I spot Ewing walking up the sidewalk. Ugh. Besides the killer coming up behind me with an axe, Ewing’s the last person on earth I want to see right now.
He hoists a stiff, fakey-fake smile into place. “Mitchell.”
“Ewing.”
“What brings you in here? Are you okay?”
He almost looks concerned. I want to laugh. “I’m fine.”
“Everything okay with the, uh”—he clears his throat—“situation you’re in?”
“Everything’s fine.”
“I hear some guy involved in one of your PI gigs is getting questioned.” He motions toward the glass doors.
I know word travels fast but remind myself to talk to Alderson and Greene about running a tighter ship.
“Is that why you’re here?”
“I’ve got some other business to take care of,” he says. “But you know we always offer to help the FBI out. Teamwork. Right?”
I don’t answer. More like spying.
“Guess you weren’t big on the whole teamwork thing, though,” Ewing says.
“Excuse me?”
I heard him clearly. But I’m surprised he’s gone there. Then again, not: He never had a problem saying what was on his mind, even if it made him a rude jackass.

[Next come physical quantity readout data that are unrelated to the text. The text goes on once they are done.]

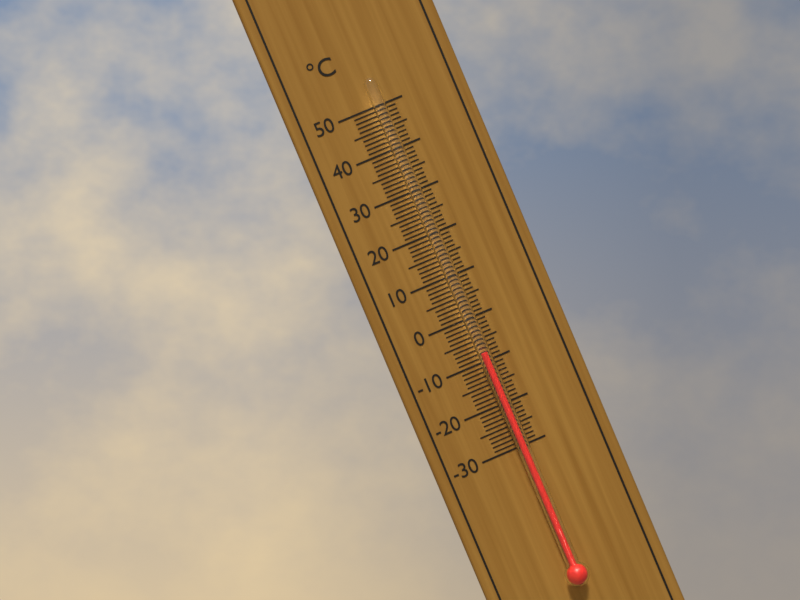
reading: -8 °C
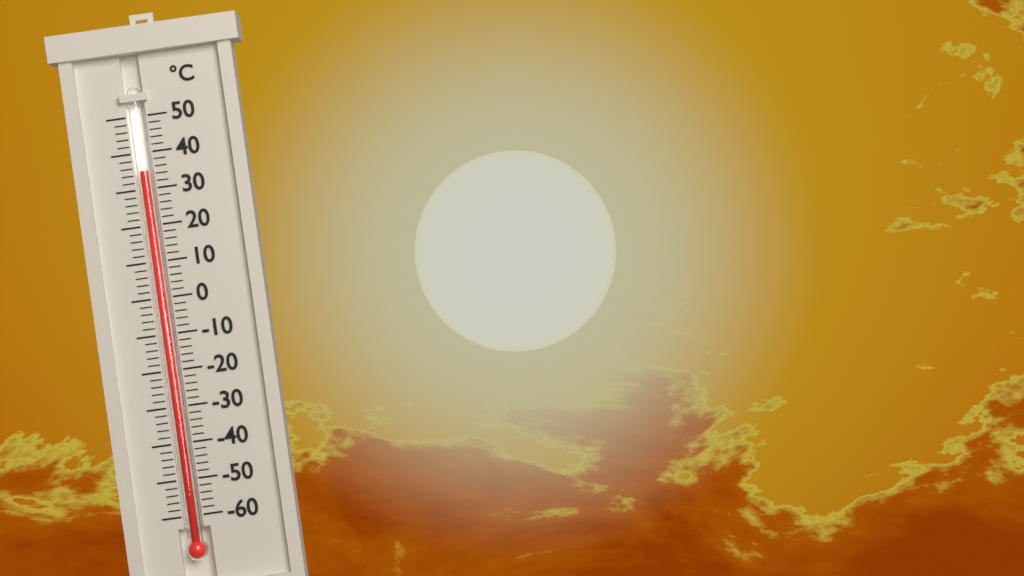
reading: 35 °C
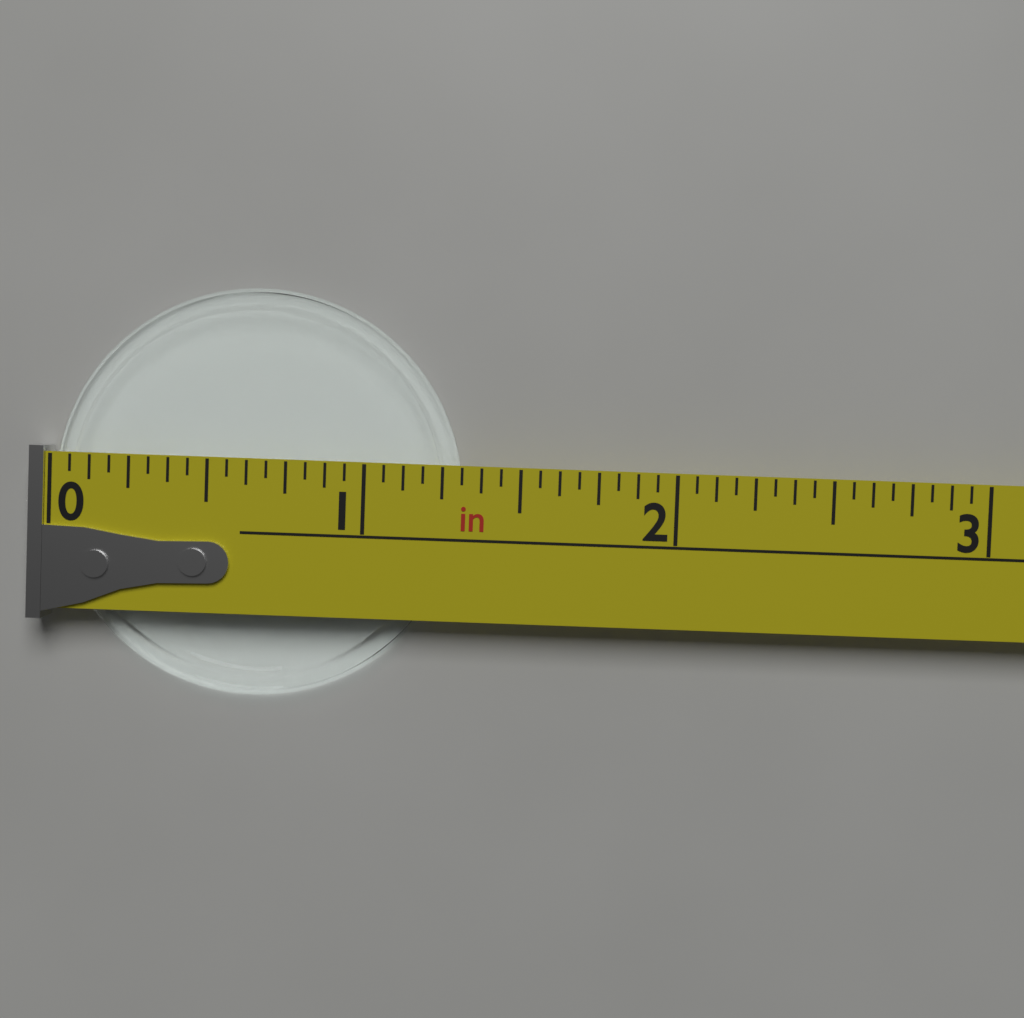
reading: 1.3125 in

He stares at me. Studies me. “Have you been eating?”
“Yeah,” I say, and think of the uneaten bagel sitting in the car.
His lips pull together softly and his head lists to the side, as if something in him shifts. His hard gaze relaxes.
Is it pity? I dislike it more than his judging stare.
“Look,” he says. “I’m sorry. I’m sure this is a bitch of a week for you. I was sorry to see you get identified in the media.”
Again, I don’t answer. Why is it I can never think of any decent comebacks around this man?
And because I don’t answer, he continues.
“I am sorry.” He looks at his watch, which must have the date on it.
His fingers tick up in order, one to five.
“Your last day, right? And you haven’t confessed anything.
Are you going to?” His eyes drill into mine.
Is it curiosity or is there that same old warning in them? I can’t tell.
“Not sure.” I take another sip of my coffee. “Probably not.” I haven’t fully come to a decision on this, but it’s not for Ewing to know what I’m thinking. I’d rather have him think I have nothing specific on my mind to confess.